The next day, in Sahuayo, Michoacán, the parish church was stormed by 240 soldiers. Among the casualties were the parish priest and his vicar. On August 14, in the Zacatecas town of Chalchihuites, government agents staged a purge of the local ACJM chapter and executed the chapter’s spiritual adviser, Father Luis Bátiz.

The Chalchihuites massacre created a chain reaction. A band of ranchers under a former Army colonel named Pedro Quintanar had been riding to the rescue of Father Bátiz. On learning that they had been too late, Quintanar’s men seized the Chalchihuites municipal treasury and declared themselves in rebellion. Until dislodged by a federal counteroffensive, these new rebels held a region that comprised the entire north of Jalisco.

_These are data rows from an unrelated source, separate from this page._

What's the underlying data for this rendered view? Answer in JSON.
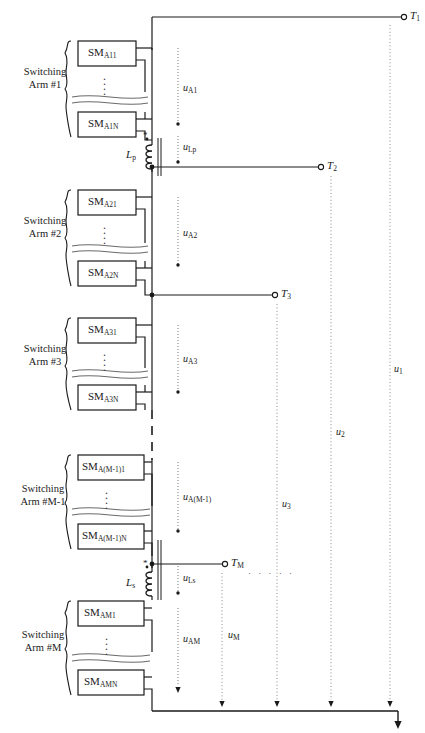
{
  "figure": {
    "type": "circuit-schematic"
  },
  "arms": [
    {
      "id": "arm1",
      "label_line1": "Switching",
      "label_line2": "Arm #1",
      "sm_top_prefix": "SM",
      "sm_top_sub": "A11",
      "sm_bottom_prefix": "SM",
      "sm_bottom_sub": "A1N",
      "arm_voltage_prefix": "u",
      "arm_voltage_sub": "A1"
    },
    {
      "id": "arm2",
      "label_line1": "Switching",
      "label_line2": "Arm #2",
      "sm_top_prefix": "SM",
      "sm_top_sub": "A21",
      "sm_bottom_prefix": "SM",
      "sm_bottom_sub": "A2N",
      "arm_voltage_prefix": "u",
      "arm_voltage_sub": "A2"
    },
    {
      "id": "arm3",
      "label_line1": "Switching",
      "label_line2": "Arm #3",
      "sm_top_prefix": "SM",
      "sm_top_sub": "A31",
      "sm_bottom_prefix": "SM",
      "sm_bottom_sub": "A3N",
      "arm_voltage_prefix": "u",
      "arm_voltage_sub": "A3"
    },
    {
      "id": "armM1",
      "label_line1": "Switching",
      "label_line2": "Arm #M-1",
      "sm_top_prefix": "SM",
      "sm_top_sub": "A(M-1)1",
      "sm_bottom_prefix": "SM",
      "sm_bottom_sub": "A(M-1)N",
      "arm_voltage_prefix": "u",
      "arm_voltage_sub": "A(M-1)"
    },
    {
      "id": "armM",
      "label_line1": "Switching",
      "label_line2": "Arm #M",
      "sm_top_prefix": "SM",
      "sm_top_sub": "AM1",
      "sm_bottom_prefix": "SM",
      "sm_bottom_sub": "AMN",
      "arm_voltage_prefix": "u",
      "arm_voltage_sub": "AM"
    }
  ],
  "inductors": [
    {
      "id": "lp",
      "name_prefix": "L",
      "name_sub": "p",
      "voltage_prefix": "u",
      "voltage_sub": "Lp",
      "polarity_marker": "*"
    },
    {
      "id": "ls",
      "name_prefix": "L",
      "name_sub": "s",
      "voltage_prefix": "u",
      "voltage_sub": "Ls",
      "polarity_marker": "*"
    }
  ],
  "terminals": [
    {
      "id": "t1",
      "prefix": "T",
      "sub": "1"
    },
    {
      "id": "t2",
      "prefix": "T",
      "sub": "2"
    },
    {
      "id": "t3",
      "prefix": "T",
      "sub": "3"
    },
    {
      "id": "tm",
      "prefix": "T",
      "sub": "M"
    }
  ],
  "terminal_voltages": [
    {
      "id": "u1",
      "prefix": "u",
      "sub": "1"
    },
    {
      "id": "u2",
      "prefix": "u",
      "sub": "2"
    },
    {
      "id": "u3",
      "prefix": "u",
      "sub": "3"
    },
    {
      "id": "um",
      "prefix": "u",
      "sub": "M"
    }
  ],
  "continuation": {
    "horizontal_dots": "· · · · ·",
    "vertical_dots": "⋮"
  },
  "colors": {
    "line": "#1a1a1a",
    "dotted": "#8a8a8a",
    "background": "#ffffff",
    "text": "#1a1a1a"
  }
}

On September 28 the mayor of Pénjamo, Guanajuato, Luis Navarro Origel, led another uprising. Beaten by the federals in the open country around Pénjamo, Navarrols men retreated to the rugged Guanajuato sierra to carry on as guerrillas. This action was followed by the September 29 rising of Trinidad Mora in Durango and an October 4 insurgency in southern Guanajuato, the latter led by a former federal general named Rodolfo Gallegos. Both Mora and Gallegos were eventually forced to adopt Navarro’s tactic of fading into the sierra after being bested by federal troops in open country.

Jalisco –and particularly the Los Altos region northeast of Guadalajara– would become the focal point of the rebellion. Yet the state had been strangely quiescent since the Guadalupe Sanctuary skirmish. This was not due to any lack of zeal. As they witnessed the failure of premature risings in Durango, Michoacán, Zacatecas and Guanajuato, rebel leaders knew that they must gather their forces, stockpile arms and strike massively at the most opportune time.

In the meantime, the LNDLR had selected an official leader for the movement and an official date for the outbreak of hostilities. The leader was twenty-seven-year-old René Capistran Garza, a charismatic and fiery lawyer who headed the ACJM; the date was January 1, 1927.